Determine cluster availability for processing new transactions

Hello there!
We’re working on a method to determine the cluster’s sanity based on its ability to process new transactions. To ascertain this, we were relying on database availability and quorum fields in status json. However, we discovered an exception to this rule, where the database is still available but can not process new transactions due to the storage server reaching the 5% limit. We understand that there might me more such exceptions that need to be accounted for.
Hence, it’d be helpful to know if there’s a better method to determine if my db is capable of processing new transactions, albeit at a reduced performance.

Thanks!

The client.database_status.available field will report that the cluster is available if the client can connect to the cluster to get status, and if as part of that status request the cluster controller was able to start an immediate priority transaction, read a key, and commit the transaction. There are some timeouts set on different parts of this operation, and if those are hit the database will be regarded as unavailable for this status field.

There are various cases where a client of the cluster may experience unavailability but not be able to detect it through this status field. For example:

  1. Ratekeeper throttling that delays GRV requests significantly. There are a variety of reasons this throttling could happen, including the example you listed where a process runs out of space.
  2. Some keys could become unavailable for reads. I mentioned that status checks whether a read works, but it doesn’t read from all shards in the cluster. If some set of data has gone missing or its storage servers are unable to handle reads in a timely manner, then any transactions relying on that data will not work.
  3. A problem limited to a subset of the proxies could prevent some clients from starting and/or committing transactions while not preventing all transactions.

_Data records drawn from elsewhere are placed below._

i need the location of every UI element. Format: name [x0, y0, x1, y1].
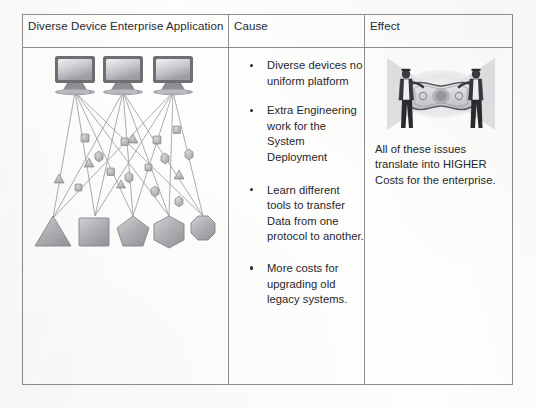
bullet-icon: [250, 266, 253, 269]
bullet-icon: [250, 188, 253, 191]
diagram-device-shapes: [35, 216, 215, 248]
device-square: [79, 218, 109, 246]
computer-2: [103, 56, 143, 95]
bullet-icon: [250, 64, 253, 67]
cause-bullet-text: Diverse devices no uniform platform: [267, 59, 362, 87]
computer-3: [153, 56, 193, 95]
effect-caption: All of these issues translate into HIGHE…: [375, 142, 508, 188]
cause-bullet-item: Extra Engineering work for the System De…: [229, 103, 364, 165]
cause-bullet-list: Diverse devices no uniform platform Extr…: [229, 48, 364, 251]
cause-bullet-item: Learn different tools to transfer Data f…: [229, 183, 364, 245]
cell-effect: All of these issues translate into HIGHE…: [365, 48, 514, 384]
cause-effect-table: Diverse Device Enterprise Application Ca…: [22, 14, 513, 385]
cell-cause: Diverse devices no uniform platform Extr…: [229, 48, 364, 384]
device-triangle: [35, 216, 71, 246]
computer-1: [55, 56, 95, 95]
cause-bullet-text: Learn different tools to transfer Data f…: [267, 184, 364, 243]
column-header-effect: Effect: [365, 15, 514, 34]
bullet-icon: [250, 109, 253, 112]
device-pentagon: [117, 216, 149, 246]
device-octagon: [191, 216, 215, 240]
diverse-device-network-diagram: [29, 50, 223, 250]
cause-bullet-item: More costs for upgrading old legacy syst…: [229, 261, 364, 308]
cause-bullet-text: More costs for upgrading old legacy syst…: [267, 262, 347, 305]
device-hexagon: [154, 216, 184, 248]
cause-bullet-text: Extra Engineering work for the System De…: [267, 104, 357, 163]
cell-application-diagram: [23, 48, 228, 384]
column-header-cause: Cause: [229, 15, 364, 34]
column-header-application: Diverse Device Enterprise Application: [23, 15, 228, 34]
stretched-dollar-bill-illustration: [387, 56, 495, 132]
cause-bullet-item: Diverse devices no uniform platform: [229, 58, 364, 89]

Monitoring #1 is perhaps most easily accomplished by performing latency probes into the cluster to check the timeliness of default-priority GRVs. Unlike the immediate-priority transactions used to populate the availability field in status, these are subjected to ratekeeper, and you could use them to determine if it’s possible to start transactions quickly enough. Status includes a latency probe at cluster.latency_probe.transaction_start_seconds that you could use, but it should be noted that it caps out at 5 seconds. If you are happy treating the database as unavailable if this value crosses a threshold at or below that, then you could use it. Otherwise, you would probably need to run your own probe. Also, be aware that this value could be missing in status, which should be treated as if the latency is larger than 5 seconds.

For #2, this is a bit trickier. We can detect when the cluster knows that all replicas of some piece of data are missing (cluster.data.min_replicas_remaining). To determine if data is present but unreadable (e.g. because storage servers are too busy or have fallen behind), we would need to use a few other metrics. We can probably tell if a storage server is too busy by looking at the read latency statistics for it (cluster.processes[<ID>].roles[N].read_latency_statistics for storage roles). We can tell if it is behind by checking whether cluster.processes[<ID>].roles[N].data_lag.seconds is large (>5s or so). In both of these cases the problem needs to affect all replicas of some subset of data, so you’d probably only want to report an availability issue if the number of storage servers with problems was at least as large as your replication factor (3 in triple).

For #3, we can probably cover a good number of the cases here by checking proxy request latencies (cluster.processes[<ID>].roles[N].grv_latency_statistics and commit_latency_statistics for proxy roles).

I realize this is quite a bit to monitor in order to observe the available state of the cluster, and that’s not ideal. This is something that I’m currently thinking about and hoping to improve going forward. I’m not sure it’s necessarily a good idea to just roll up all of this data into a binary available field, as that limits the ability for others to define availability the way they want (e.g. is a 5 second downtime unavailable, or 30, etc? Is one busy team of storage servers a complete unavailability?). However, it seems doable that we could provide a few basic statistics about the cluster’s availability that could be more easily reasoned about than what I described above.